BABOK Guide Explained: The 6 Knowledge Areas Every BA Needs to Know
What is the BABOK Guide?
The BABOK Business Analysis Body of Knowledge is the globally recognised framework published by the IIBA (International Institute of Business Analysis). It defines what business analysis is, what a business analyst does, and the competencies required to do it well.
The current version, BABOK v3, organises business analysis work into six knowledge areas, each containing a set of tasks, techniques, and inputs and outputs. It also underpins the IIBA certification pathway the ECBA for entry-level practitioners, the CCBA for those with a few years of experience, and the CBAP for senior business analysts.
It’s worth saying clearly: the BABOK is not a methodology. It doesn’t tell you to use agile or waterfall. It describes what needs to happen in business analysis work, not how or in what order. That flexibility is part of what makes it useful across contexts whether you’re an agile business analyst embedded in a product squad or a traditional BA on a large-scale ERP implementation.
Why the BABOK matters for your BA career
Before we get into the six knowledge areas, here’s why this matters practically.
Understanding the BABOK gives you a common vocabulary. When you join a new team or organisation, you can describe what you do in terms that other BAs, project managers, and stakeholders understand. It gives you a framework for diagnosing gaps if a project is going sideways, the BABOK helps you identify which knowledge area is being neglected. And for those pursuing IIBA certification, it’s the foundation everything is built on.
Skills needed to become an IT business analyst in 2026 almost always appear in job descriptions in BABOK language, even when hiring managers don’t realise it. Requirements gathering, stakeholder analysis, solution assessment these are all BABOK knowledge areas in disguise.
- Business Analysis Planning and Monitoring
Before any requirements gathering begins, a good business analyst plans the approach who to involve, how to engage them, what level of formality the project needs, and how to track quality throughout. This knowledge area is where senior BAs earn their reputation. Skipping it is one of the most common reasons projects run into trouble early.
- Elicitation and Collaboration
This is the discovery work interviews, workshops, observation, document analysis, and prototyping that draws out what stakeholders actually need. Business analyst requirements gathering sounds simple, but stakeholders often describe symptoms, not root causes. The BA’s job is to ask the right questions, facilitate honest conversations, and synthesise what’s said into something the delivery team can act on.
- Requirements Life Cycle Management
Requirements don’t stay static once written. This knowledge area covers tracing, prioritising, updating, and approving requirements as the project evolves. For agile business analysts, this is essentially backlog management writing user stories, keeping them refined, and ensuring every item links back to a real business need. It’s how scope creep gets controlled before it starts.
- Strategy Analysis
This is the knowledge area that separates good BAs from great ones. Before recommending any solution, a BA should understand the current state of the business, define the desired future state, and identify the gap between them. Organisations frequently arrive with a solution already decided. Strategy analysis gives BAs the tools root cause analysis, capability assessment, value stream mapping to validate whether that solution is actually the right one.
- Requirements Analysis and Design Definition
This is where raw elicited information gets shaped into something buildable. Process models, data models, user stories, acceptance criteria, wireframes all of it lives here. It’s the most technique-heavy knowledge area and the one most CBAP certification exam questions draw from. The test of good requirements analysis is simple: can the delivery team build the right thing from what you’ve produced?
- Solution Evaluation
Once something is delivered, did it actually solve the problem? This knowledge area is about measuring outcomes against the original business objectives, identifying gaps in what was delivered, and recommending next steps. It’s the most overlooked part of the BA role and the most important for building credibility. A BA who closes the feedback loop is one stakeholders trust with the next initiative.
Which IIBA certification covers all of this?
All three ECBA, CCBA, and CBAP are built on these six knowledge areas. The ECBA tests conceptual understanding, the CCBA tests applied knowledge, and the CBAP tests judgment-level thinking in complex scenarios. If you’re starting out, learn the knowledge areas thoroughly. Everything else in the certification pathway builds on them.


#### EXERCISE AIM:
Number of lines with "Miles" in the data: give that figure by itself.
─── INPUT MATERIAL ───
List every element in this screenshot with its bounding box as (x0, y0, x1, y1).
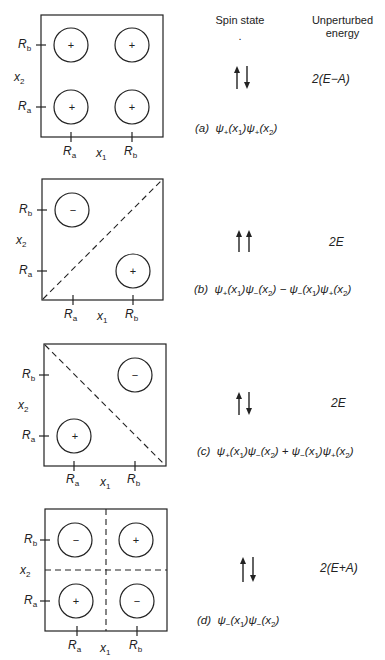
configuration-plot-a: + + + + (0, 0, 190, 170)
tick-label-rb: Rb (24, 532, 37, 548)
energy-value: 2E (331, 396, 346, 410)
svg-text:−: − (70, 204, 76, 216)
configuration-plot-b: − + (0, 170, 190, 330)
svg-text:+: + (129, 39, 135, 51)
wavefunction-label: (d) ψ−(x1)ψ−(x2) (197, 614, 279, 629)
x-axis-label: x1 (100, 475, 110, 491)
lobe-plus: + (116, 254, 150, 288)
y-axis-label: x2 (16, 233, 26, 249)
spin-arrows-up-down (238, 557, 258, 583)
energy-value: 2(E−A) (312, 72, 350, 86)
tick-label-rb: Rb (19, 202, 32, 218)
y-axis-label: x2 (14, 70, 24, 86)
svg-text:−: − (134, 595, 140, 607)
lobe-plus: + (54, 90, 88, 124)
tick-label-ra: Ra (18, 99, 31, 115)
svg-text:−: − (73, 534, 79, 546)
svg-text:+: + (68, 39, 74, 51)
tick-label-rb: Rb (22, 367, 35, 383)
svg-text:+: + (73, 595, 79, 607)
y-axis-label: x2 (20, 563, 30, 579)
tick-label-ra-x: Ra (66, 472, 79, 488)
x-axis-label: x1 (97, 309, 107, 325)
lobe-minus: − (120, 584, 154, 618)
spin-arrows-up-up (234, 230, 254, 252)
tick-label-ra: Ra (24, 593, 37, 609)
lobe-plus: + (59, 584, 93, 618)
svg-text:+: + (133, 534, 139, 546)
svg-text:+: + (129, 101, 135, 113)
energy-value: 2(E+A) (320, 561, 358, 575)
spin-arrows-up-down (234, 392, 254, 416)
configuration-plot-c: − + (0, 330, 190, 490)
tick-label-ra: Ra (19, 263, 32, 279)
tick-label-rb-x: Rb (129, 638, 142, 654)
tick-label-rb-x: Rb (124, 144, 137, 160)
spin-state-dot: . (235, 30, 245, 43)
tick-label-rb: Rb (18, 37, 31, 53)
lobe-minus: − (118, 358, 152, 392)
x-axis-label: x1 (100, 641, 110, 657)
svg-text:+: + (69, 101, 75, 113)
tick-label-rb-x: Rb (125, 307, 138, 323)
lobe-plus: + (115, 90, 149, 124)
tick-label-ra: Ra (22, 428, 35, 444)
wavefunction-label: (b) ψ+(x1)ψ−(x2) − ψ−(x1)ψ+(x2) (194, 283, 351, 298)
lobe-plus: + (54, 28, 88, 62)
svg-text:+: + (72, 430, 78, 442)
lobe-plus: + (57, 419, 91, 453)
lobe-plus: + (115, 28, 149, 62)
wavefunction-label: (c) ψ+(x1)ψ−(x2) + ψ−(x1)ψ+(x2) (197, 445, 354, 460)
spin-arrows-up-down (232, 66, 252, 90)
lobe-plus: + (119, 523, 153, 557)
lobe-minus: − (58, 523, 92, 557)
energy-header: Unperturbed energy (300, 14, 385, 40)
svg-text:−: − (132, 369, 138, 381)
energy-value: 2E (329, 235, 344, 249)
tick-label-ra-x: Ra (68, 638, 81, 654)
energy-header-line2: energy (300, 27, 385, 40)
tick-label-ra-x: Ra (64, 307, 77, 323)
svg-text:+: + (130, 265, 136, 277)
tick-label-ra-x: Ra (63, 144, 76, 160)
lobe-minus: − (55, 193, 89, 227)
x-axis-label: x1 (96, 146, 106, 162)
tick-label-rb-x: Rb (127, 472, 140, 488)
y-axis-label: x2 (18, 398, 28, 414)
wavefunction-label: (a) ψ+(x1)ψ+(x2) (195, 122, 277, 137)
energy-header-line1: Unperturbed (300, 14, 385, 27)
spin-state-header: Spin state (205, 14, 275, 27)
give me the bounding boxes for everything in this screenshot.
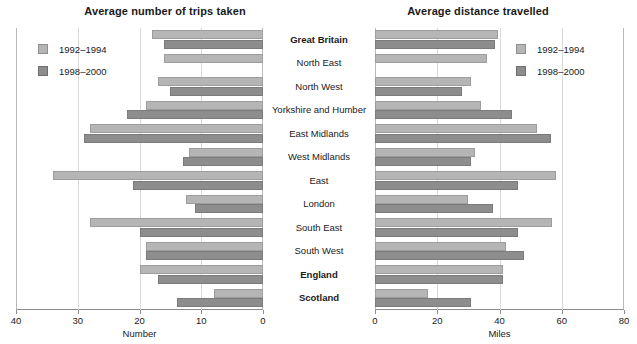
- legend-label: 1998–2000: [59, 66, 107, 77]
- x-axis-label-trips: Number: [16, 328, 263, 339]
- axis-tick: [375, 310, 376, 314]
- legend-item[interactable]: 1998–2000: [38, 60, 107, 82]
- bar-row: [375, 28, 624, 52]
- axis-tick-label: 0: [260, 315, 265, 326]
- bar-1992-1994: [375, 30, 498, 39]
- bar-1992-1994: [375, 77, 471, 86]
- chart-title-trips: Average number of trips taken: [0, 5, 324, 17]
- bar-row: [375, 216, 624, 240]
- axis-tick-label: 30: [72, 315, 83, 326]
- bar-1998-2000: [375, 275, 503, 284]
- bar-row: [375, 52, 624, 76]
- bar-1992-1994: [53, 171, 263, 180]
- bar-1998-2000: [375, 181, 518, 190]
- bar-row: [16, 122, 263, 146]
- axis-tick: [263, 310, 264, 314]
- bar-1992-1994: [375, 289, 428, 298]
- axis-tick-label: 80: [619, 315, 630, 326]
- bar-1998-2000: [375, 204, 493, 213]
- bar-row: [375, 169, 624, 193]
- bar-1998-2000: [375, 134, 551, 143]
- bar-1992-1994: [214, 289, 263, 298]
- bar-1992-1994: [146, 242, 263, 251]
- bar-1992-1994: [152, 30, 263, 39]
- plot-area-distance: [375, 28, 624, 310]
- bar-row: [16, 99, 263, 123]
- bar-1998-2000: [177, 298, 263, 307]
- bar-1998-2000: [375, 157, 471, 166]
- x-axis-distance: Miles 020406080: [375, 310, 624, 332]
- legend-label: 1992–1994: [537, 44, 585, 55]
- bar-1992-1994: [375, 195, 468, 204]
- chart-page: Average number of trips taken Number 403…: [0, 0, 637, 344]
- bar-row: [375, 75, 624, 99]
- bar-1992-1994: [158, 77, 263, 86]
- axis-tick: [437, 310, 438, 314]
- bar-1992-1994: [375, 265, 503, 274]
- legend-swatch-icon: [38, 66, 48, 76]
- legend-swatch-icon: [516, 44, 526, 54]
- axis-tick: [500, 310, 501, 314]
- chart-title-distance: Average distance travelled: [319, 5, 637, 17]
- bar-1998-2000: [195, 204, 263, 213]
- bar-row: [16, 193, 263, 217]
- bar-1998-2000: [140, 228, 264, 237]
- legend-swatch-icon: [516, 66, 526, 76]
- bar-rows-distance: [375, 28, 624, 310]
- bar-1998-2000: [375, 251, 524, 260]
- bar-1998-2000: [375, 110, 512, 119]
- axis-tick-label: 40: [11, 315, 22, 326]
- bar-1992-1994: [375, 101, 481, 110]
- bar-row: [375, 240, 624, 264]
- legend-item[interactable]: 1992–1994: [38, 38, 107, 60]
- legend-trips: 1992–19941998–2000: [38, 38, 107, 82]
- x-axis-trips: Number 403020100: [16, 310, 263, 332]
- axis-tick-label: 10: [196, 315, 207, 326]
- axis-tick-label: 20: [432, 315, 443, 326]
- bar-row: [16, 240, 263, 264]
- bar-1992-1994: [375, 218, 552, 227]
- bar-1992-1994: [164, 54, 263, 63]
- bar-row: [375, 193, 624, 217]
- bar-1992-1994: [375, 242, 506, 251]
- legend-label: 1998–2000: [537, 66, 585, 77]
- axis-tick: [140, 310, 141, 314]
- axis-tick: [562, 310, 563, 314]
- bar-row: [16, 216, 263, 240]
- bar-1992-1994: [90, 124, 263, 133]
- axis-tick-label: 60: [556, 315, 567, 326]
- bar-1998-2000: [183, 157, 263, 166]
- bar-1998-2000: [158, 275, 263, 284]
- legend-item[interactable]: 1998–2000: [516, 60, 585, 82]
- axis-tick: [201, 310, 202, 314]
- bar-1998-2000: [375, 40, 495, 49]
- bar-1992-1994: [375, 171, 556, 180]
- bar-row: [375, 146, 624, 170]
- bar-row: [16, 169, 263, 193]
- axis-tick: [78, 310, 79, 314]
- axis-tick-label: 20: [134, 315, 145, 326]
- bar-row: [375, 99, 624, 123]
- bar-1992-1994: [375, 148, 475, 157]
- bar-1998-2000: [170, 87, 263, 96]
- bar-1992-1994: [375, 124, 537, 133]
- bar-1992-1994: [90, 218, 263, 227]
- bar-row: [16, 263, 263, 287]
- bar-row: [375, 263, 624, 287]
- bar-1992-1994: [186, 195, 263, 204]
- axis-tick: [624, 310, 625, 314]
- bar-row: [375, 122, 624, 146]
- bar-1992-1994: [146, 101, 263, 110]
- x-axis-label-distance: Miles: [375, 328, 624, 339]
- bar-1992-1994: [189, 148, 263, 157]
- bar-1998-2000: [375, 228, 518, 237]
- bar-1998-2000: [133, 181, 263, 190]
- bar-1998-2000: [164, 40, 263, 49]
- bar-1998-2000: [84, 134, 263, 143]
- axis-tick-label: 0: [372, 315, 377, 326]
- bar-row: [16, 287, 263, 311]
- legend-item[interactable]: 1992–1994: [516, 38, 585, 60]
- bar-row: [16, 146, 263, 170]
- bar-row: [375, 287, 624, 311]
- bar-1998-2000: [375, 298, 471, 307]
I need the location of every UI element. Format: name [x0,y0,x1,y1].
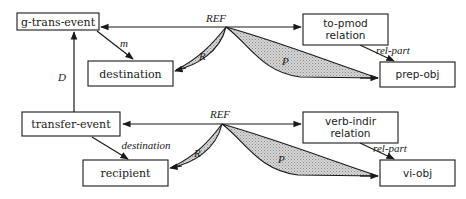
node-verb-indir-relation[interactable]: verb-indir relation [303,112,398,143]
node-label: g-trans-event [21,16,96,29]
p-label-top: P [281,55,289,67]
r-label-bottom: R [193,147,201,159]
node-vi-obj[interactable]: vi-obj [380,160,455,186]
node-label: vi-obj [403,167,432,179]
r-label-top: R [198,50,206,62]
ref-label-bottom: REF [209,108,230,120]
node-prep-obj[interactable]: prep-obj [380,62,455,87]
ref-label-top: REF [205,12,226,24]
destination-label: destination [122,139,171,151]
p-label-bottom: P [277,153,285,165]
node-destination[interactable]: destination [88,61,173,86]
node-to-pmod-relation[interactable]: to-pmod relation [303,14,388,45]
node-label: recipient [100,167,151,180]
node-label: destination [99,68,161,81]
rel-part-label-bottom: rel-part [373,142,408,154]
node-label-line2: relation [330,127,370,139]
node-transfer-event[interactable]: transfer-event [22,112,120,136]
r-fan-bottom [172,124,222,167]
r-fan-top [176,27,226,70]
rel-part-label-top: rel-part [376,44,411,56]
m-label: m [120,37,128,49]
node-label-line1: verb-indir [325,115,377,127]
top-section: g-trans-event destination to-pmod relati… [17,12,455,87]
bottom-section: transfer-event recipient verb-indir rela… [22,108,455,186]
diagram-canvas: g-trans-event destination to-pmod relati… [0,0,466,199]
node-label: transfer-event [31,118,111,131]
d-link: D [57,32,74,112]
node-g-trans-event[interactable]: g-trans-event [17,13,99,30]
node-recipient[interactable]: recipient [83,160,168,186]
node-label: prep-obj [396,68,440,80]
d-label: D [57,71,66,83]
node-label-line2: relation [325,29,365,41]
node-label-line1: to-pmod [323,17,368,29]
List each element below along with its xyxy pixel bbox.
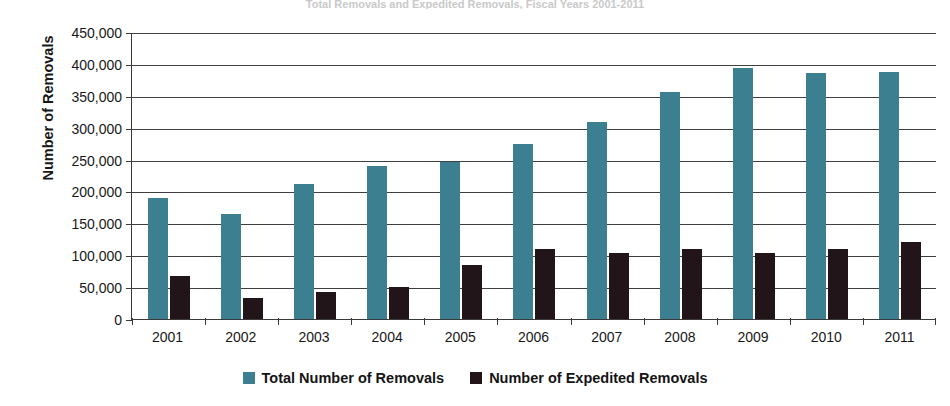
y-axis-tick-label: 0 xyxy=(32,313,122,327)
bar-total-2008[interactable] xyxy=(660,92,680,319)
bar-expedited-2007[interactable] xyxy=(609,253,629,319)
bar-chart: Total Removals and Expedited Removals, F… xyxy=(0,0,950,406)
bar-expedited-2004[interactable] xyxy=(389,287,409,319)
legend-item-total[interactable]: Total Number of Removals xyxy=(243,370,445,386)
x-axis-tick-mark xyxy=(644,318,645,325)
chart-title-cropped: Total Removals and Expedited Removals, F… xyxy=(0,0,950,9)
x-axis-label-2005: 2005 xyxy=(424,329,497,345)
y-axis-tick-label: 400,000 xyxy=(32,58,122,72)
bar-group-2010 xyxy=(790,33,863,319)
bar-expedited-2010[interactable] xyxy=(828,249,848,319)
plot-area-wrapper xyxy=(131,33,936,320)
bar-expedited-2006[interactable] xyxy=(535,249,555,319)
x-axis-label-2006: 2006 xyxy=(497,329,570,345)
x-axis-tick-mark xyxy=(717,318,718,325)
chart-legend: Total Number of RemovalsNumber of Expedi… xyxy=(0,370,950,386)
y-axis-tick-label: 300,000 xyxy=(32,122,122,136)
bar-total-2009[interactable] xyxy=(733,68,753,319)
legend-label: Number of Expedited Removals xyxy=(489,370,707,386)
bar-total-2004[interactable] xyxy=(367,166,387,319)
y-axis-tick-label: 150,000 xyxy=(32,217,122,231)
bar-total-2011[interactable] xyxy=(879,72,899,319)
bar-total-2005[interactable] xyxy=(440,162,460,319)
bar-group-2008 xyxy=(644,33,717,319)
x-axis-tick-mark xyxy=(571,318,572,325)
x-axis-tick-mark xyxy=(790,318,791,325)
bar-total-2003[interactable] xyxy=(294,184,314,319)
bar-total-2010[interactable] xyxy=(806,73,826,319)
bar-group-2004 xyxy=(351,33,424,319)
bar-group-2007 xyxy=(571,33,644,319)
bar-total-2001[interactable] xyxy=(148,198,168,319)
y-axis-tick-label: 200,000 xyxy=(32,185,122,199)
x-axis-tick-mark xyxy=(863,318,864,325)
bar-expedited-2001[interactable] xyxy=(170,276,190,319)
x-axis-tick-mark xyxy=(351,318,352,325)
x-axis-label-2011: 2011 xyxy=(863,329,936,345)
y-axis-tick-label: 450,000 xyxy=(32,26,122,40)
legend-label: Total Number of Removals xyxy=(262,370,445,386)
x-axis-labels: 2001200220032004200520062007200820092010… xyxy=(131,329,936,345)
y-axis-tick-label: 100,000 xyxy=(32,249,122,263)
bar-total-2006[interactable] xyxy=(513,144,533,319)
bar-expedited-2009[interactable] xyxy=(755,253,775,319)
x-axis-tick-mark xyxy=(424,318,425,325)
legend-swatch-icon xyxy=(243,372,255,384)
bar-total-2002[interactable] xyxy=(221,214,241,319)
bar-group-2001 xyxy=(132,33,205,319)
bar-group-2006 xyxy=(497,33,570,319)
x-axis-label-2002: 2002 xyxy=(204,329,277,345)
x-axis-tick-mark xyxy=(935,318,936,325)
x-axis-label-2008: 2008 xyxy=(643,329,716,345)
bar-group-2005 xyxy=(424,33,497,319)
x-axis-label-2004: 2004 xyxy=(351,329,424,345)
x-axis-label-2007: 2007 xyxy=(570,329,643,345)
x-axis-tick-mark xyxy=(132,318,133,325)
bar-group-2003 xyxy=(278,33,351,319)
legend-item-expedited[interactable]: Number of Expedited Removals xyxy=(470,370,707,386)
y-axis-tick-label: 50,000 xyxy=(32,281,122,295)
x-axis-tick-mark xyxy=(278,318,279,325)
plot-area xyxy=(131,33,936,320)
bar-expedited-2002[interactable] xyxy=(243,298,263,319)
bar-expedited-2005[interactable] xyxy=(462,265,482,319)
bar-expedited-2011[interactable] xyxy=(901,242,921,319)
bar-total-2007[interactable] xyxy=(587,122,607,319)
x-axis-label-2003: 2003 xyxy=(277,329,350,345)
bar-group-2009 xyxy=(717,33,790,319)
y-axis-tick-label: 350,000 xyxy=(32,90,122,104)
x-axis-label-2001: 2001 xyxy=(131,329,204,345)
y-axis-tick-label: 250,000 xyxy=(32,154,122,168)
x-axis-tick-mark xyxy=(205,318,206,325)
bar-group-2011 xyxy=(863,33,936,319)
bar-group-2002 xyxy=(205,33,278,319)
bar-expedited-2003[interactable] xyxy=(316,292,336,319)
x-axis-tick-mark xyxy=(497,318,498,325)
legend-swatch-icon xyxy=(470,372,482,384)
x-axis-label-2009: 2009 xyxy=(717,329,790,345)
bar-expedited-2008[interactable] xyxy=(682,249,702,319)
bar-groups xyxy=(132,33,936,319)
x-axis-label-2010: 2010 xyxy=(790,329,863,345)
───
#### RESULT FOR THIS TASK:
2